Political commentator Abhijit Iyer-Mitra agreed to take down his offensive tweet against nine female employees of online news portal Newslaundry after the Delhi High Court took offence to the same. The High Court took a strong view of the language used by Mitra and refused to hear the commentator’s justification for the same till the tweets were taken down.
“The court was of prima facie view that the same is not permissible in any civilized society,” the high court said and agreed to advocate Jai Dehadrai’s submission—he is representing Mitra—that the tweets would be taken down within five hours.
In a series of tweets, Mitra had referred to the Newslaundry reporters as “cheap prostitutes” and used other sexually coloured remarks.
“How can you defend this? Is this kind of language against women permissible in a civilized society? You must take down, then only we will hear you,” Justice Purushaindra Kumar Kaurav orally remarked after perusing the tweets.
The court also slammed Dehadrai’s attempts to defend the tweets when he said the comment was not attributable to anyone in particular. Dehadrai also submitted that Mitra had also questioned Newslaundry’s “questionable” source of funding. “They are attributable to plaintiffs (Newslaundry reporters). If it is not attributable to any person, what is the point of putting it out?” Justice Kaurav said.
“Whatever the questionable income is, that is not under challenge. What we can look into is something that is under challenge (the questionable tweets)…,” Justice Kaurav said.
“Going by any principle of law, such language in a public platform (is unacceptable)...Does he understand the definition of brothel? Can someone taking funds from questionable sources be called a brothel? You may have multiple questions, but the choice of words are impermissible,” the judge added.
When Dehadrai argued that allowing this civil claim would amount to shutting Mitra down, the court warned that it was in its power to take suo motu cognizance of the language used and direct an FIR.
Responding to the high court order, Mitra tweeted: “I have full faith in the Hon’ble Delhi High Court. They have asked me to take down my poetic tweets about NewsLaundry. I am complying with said order in deference to the Court. The Hon’ble court has not gotten into the defamation aspect yet, where I will expose these NL charlatans for what they are.

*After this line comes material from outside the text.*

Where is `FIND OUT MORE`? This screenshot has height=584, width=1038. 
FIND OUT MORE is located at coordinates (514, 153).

It is curious of course that the lawyers for NL only focused on my poetic tweets & entirely avoided the tweets where I have repeatedly questioned NL’s dubious funding and journalistic integrity.”
Mitra’s tweets a scathing attack and defamatory: Newslaundry reporters
Newslaundry’s Executive Editor Manisha Pande and eight others filed a defamation suit against political commentator Abhijit Mitra Iyer for his tweets where he referred to them as “prostitutes”.

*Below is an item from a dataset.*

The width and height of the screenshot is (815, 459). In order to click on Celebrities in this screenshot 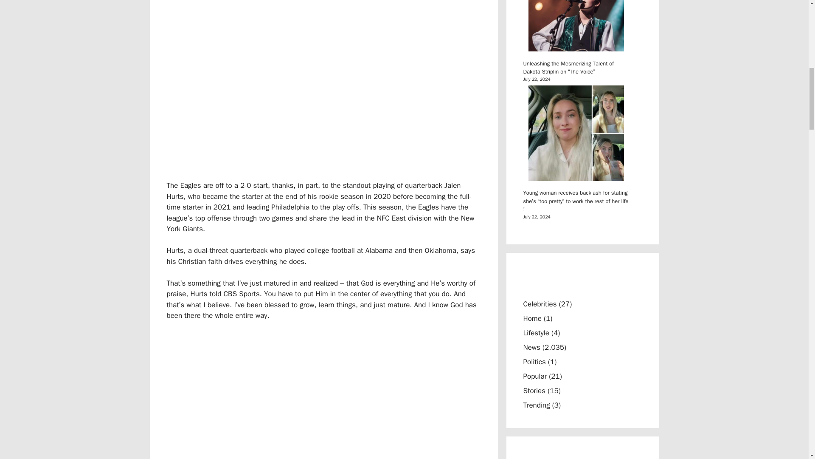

Ishita Pradeep, Suhasini Biswas, Sumedha Mittal, Tista Roy Chowdhury, Tasneem Fatima, Priya Jain, Jayashree Arunachalam, Priyali Dhingra and news portal Newslaundry have filed the suit.

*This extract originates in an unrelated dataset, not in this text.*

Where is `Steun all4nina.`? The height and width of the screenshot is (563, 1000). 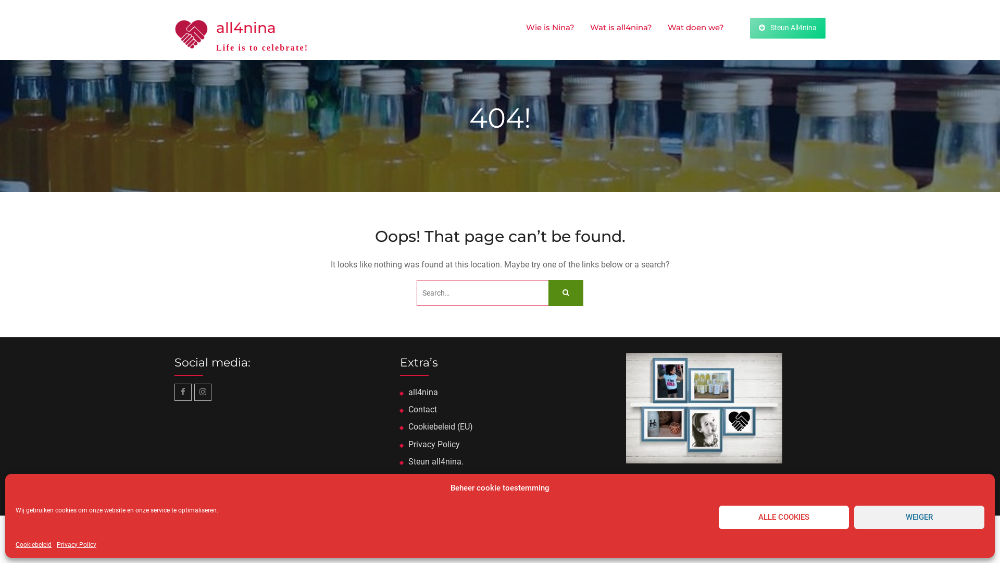
Steun all4nina. is located at coordinates (436, 462).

In their defamation suit, the Newslaundry female employees sought a written apology and Rs. 2 crores in damages.
In their suit, Pande and her colleagues claim that Mitra launched a series of “scathing and belligerent attacks” against them and he cannot be “permitted to disseminate falsities, only with the oblique motive to gain cheap publicity and eyeballs”.
The defamation suit pointed out that while fair criticism of their journalistic work was welcome, nobody deserved to be personally humiliated. The suit highlighted that even sex workers have dignity and using the 'prostitute' as an insult was not only an attack on women journalists but it also demeaned and reinforced the deeply regressive and violent attitudes toward sex workers, many of whom already face systemic marginalisation and stigma.
“No woman/ person deserves to be dehumanised. No profession deserves to be weaponised as an insult. These remarks strip women—whether journalists or sex workers—of agency, identity, and respect,” the plea read, adding that Mitra's post is not covered under free speech, fair criticism of one's journalistic work or even satire.
“They are sexist slurs aimed at humiliating women professionals and they directly attack their dignity and right to work without fear or sexual harassment,” the plaint read.